With J Hutcherson -- For those of you that have ever wondered who is on the list for Major League Soccer's Most Valuable Player, it's the rosters from every team in the League. Seriously, the drop down list on the voting page includes pretty much everybody.
Fair enough, all things considered, even if slightly inaccurate clicking could have someone voting for Stewart Ceus instead of Conor Casey or Marvin Chavez instead of Jeff Cunningham.
It's a little easier for Goalkeeper of the Year. In that part of the ballot, it's one per team. That might make it a little complicated for DC United, but there's not even the option to do something clever like prop up a backup over a starter.
What makes Thornton's '09 run even bigger is that this was supposed to be the year of Kasey Keller. Here was a guy who chose to leave the highest level in European soccer to play for an expansion team. He's done an amazing job, running up a scoreless streak and basically being the difference between Seattle winning and losing games. Considering the playoff margin, he's a solid choice for Seattle's team MVP.
There's a quote making the rounds that has Keller saying he wants to play into his forties, good news for all involved. But he hasn't been the best keeper in the Western Conference.
Add in Thornton returning from that bizarre almost snub with the All-Star selections that ended up with him injured and missing games, and he should be the mid-season comeback player of the year. Simply put, there's been no part of his game that has let his team down.
When Chivas USA squandered a long layoff before finally returning to form, it coincided with Thornton recovering from injury, getting injured all over again, and then working his way back into the starting job. Keep in mind, we're talking about a player who has only missed three regular season games. Sure, that number would have been higher without that post-All-Star layoff courtesy of the SuperLiga schedule, but there it is.
This from a guy who was dismissed years ago as being unable to regain the physical form from the last time he was the League's best keeper. That was three clubs and a waive ago, with enough people writing him off literally and figuratively.
Zach Thornton's 2009 is an MLS story. A player who has that peculiar American in Europe experience of signing for the big club but never seeing a game, who spent the bulk of his career behind two of the best players in United States National Team history, and rebuilt his reputation as the last person you want to try to score against.
He's big time, certainly as major as anything this League has shown us this season. Sure, the Jeff Cunningham story also carries with it the revival aspect and it could very well put Dallas into the playoffs. Then again, with two games left to play, Thornton is working on a Conference championship.

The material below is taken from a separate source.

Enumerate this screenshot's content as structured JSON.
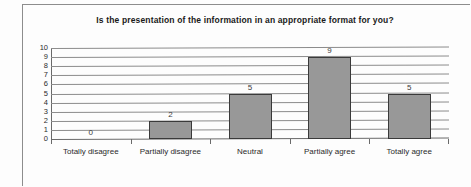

He's got a 0.78 goals against average, a dozen shutouts, and the presence that comes from the team out in front of you knowing you'll keep them close.
Absent Thornton, and Chivas USA is a slightly above average MLS team. Maybe they make some noise over a stretch of the season, but there's ample evidence for why they're down the table and the playoffs are an issue. Thornton changes that in a way that no other player in MLS has in 2009.
Comments, questions, solutions to problems that have yet to present themselves. Please, tell me all about it.